Week of Feb 5 - Feb 11, 2026
Before Sacramento had a lane on the national radar, C-Bo was making West Coast rap that sat somewhere between Bay Area griminess and the harder Sacramento street sound — darker than G-funk, meaner than what was charting. 'Land of the Heartless' and 'Street Life' hit with that slow, deliberate pace that makes the whole record feel like a threat being delivered calmly. It dropped during a period when the majors were consolidating the West Coast sound and this kind of regional outlier got buried.
This record has a paranoid, coiled energy — Spice 1 raps like someone who's been watching the block for six hours and processed everything he's seen. The Bay funk production sits heavier than what LA was doing at the same moment, and tracks like 'Trigga Gots No Heart' have a hook economy that most hardcore rap of the era couldn't touch. It got overshadowed by what was happening in Compton and Long Beach that same year but it holds up completely on its own terms.
The follow-up to Soul Food that most people skipped because it arrived without the moment. CeeLo and the crew sound like they're processing a kind of survivor's fatigue — the South had broken through nationally by then and there was pressure to adapt. Songs like 'Rebuilding' and 'They Don't Dance No Mo'' have that Organized Noize warmth but carry a more urgent, searching quality. It's the Goodie Mob record that actually aged better than its reception suggested.
Devin's drawl moves through this record like slow smoke — unhurried, melodic, and a little sad under the humor. It's Houston rap that doesn't chase the Screwed aesthetic but still feels deeply rooted in the city's pace, with live instrumentation bleeding into the beats in ways that felt unusual for 2002. 'Lacville '79' is one of the great unsung rap songs about memory and place.
Phillip Sollmann's debut sits in that specific Berlin minimal space but doesn't feel cold — there's a tactile quality to the drum programming that gives tracks like 'Lied' a warmth that most records from that scene couldn't manage. The album has a self-contained logic, each track feeling purposeful rather than interchangeable. It arrived during the peak years of Kompakt and Perlon adjacency and got filed under the wrong kind of minimal as a result.
Yussef Dayes and Henry Wu locked into something on this record that neither of them has fully replicated since — live drums that feel programmed and programmed elements that feel alive, all held together by a strong modal jazz vocabulary filtered through London's club music. 'Strings of Light' and 'Joint 17' have a momentum that doesn't announce itself, it just carries you. It opened up a space that a lot of younger UK jazz acts have since moved into.
Hill's piano playing has a logic you can follow without being able to predict it — rhythmically slippery but always musical, always pulling toward something. Recorded live at Montmartre with a larger ensemble than his typical quartet, it captures an energy his studio albums don't quite reach. It came out on Blue Note during a period when the label was releasing so much that records like this got filed away before people could catch up.
Sam Shepherd's debut album sits in a genuinely unusual place — it sounds like a jazz band that learned to make electronic music, or an electronic producer who went too deep into modal harmony. The central motif that opens and closes the record gives it a sculptural shape that most music in either genre doesn't bother with. It arrived before Promises made him more visible, and the conversation around it never quite scaled to the level the record deserved.
Bilal's second album was famously shelved by Interscope after it leaked online — what surfaced is a maximalist, slightly unhinged R&B record that sounds nothing like what radio wanted in 2006. His voice goes places most singers won't, and the production ranges from straightforward soul to something closer to psychedelic funk. It's a messier record than 1st Born Second but more interesting for it, sitting closer to the spirit of Voodoo than anything else that came after that album.
Before Tobin went further into abstraction, Permutation found him in a specific sweet spot — complex jazz samples chopped into breakbeat structures that feel like the floor is slightly tilted. 'Reanimator' and 'Like Regular Chickens' have this dense, flickering energy that rewards close listening on headphones. It came out the same year as Bricolage but hasn't been recalled with the same frequency, possibly because it doesn't sit as cleanly in any one category.
Derwin Dicker's second album replaced the sample-heavy warmth of Lucky Shiner with something more sparse and travelogue-like — field recordings from Japan blended into drum patterns that feel spacious and slightly disoriented, like jet lag made musical. 'Brazil' and 'Junk City II' have a melodic economy that sticks around long after the record ends. It got less attention than his debut partly because it asked for more patience.
British West Indian funk that splits the difference between Afrobeat, soul, and something that doesn't have a clean name — the grooves are long, patient, and heavily percussive without losing the melody. 'Bra' has been sampled more times than most listeners know, but the full album has a cohesion that the samples pull apart. It arrived in a moment when most British acts were chasing American soul radio and this group went somewhere else entirely.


▶ _EXERCISE DETAILS_:
Examine the entries and show every line in which the word "KEYWORDS" is found.
++++++
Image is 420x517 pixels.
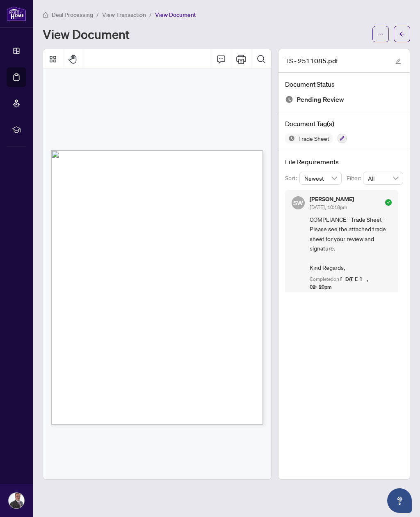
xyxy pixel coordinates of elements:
[96,10,99,19] li: /
[52,11,93,18] span: Deal Processing
[387,489,412,513] button: Open asap
[285,119,403,129] h4: Document Tag(s)
[385,199,392,206] span: check-circle
[295,136,333,142] span: Trade Sheet
[304,172,337,184] span: Newest
[102,11,146,18] span: View Transaction
[285,95,293,103] img: Document Status
[42,12,48,18] span: home
[285,79,403,89] h4: Document Status
[347,174,363,183] p: Filter:
[285,174,300,183] p: Sort:
[285,157,403,167] h4: File Requirements
[293,198,304,208] span: SW
[285,56,338,66] span: TS - 2511085.pdf
[155,11,196,18] span: View Document
[309,197,354,202] h5: [PERSON_NAME]
[309,204,347,210] span: [DATE], 10:18pm
[149,10,152,19] li: /
[7,6,26,21] img: logo
[309,276,392,291] div: Completed on
[399,31,405,37] span: arrow-left
[9,493,24,509] img: Profile Icon
[378,31,383,37] span: ellipsis
[309,215,392,272] span: COMPLIANCE - Trade Sheet - Please see the attached trade sheet for your review and signature. Kin...
[368,172,398,184] span: All
[396,58,401,64] span: edit
[309,291,392,307] div: Completed by
[285,133,295,144] img: Status Icon
[42,27,129,40] h1: View Document
[297,94,344,105] span: Pending Review
[309,276,371,290] span: [DATE], 02:20pm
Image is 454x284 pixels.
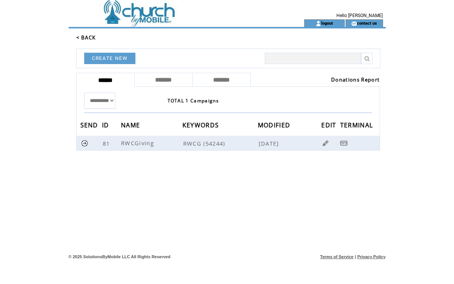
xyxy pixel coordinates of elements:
[121,122,142,127] a: NAME
[258,139,281,147] span: [DATE]
[258,119,292,133] span: MODIFIED
[315,20,321,27] img: account_icon.gif
[182,122,221,127] a: KEYWORDS
[331,76,379,83] a: Donations Report
[351,20,357,27] img: contact_us_icon.gif
[354,254,355,259] span: |
[357,20,377,25] a: contact us
[336,13,382,18] span: Hello [PERSON_NAME]
[84,53,135,64] a: CREATE NEW
[182,119,221,133] span: KEYWORDS
[321,20,333,25] a: logout
[340,119,375,133] span: TERMINAL
[121,119,142,133] span: NAME
[103,139,112,147] span: 81
[258,122,292,127] a: MODIFIED
[183,139,257,147] span: RWCG (54244)
[102,122,111,127] a: ID
[102,119,111,133] span: ID
[80,119,100,133] span: SEND
[357,254,385,259] a: Privacy Policy
[69,254,171,259] span: © 2025 SolutionsByMobile LLC All Rights Reserved
[321,119,338,133] span: EDIT
[121,139,156,147] span: RWCGiving
[167,97,219,104] span: TOTAL 1 Campaigns
[320,254,353,259] a: Terms of Service
[76,34,96,41] a: < BACK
++++++
▶ _RESPONSE TO THE TASK_:
[182,122,221,127] a: KEYWORDS
[182,119,221,133] span: KEYWORDS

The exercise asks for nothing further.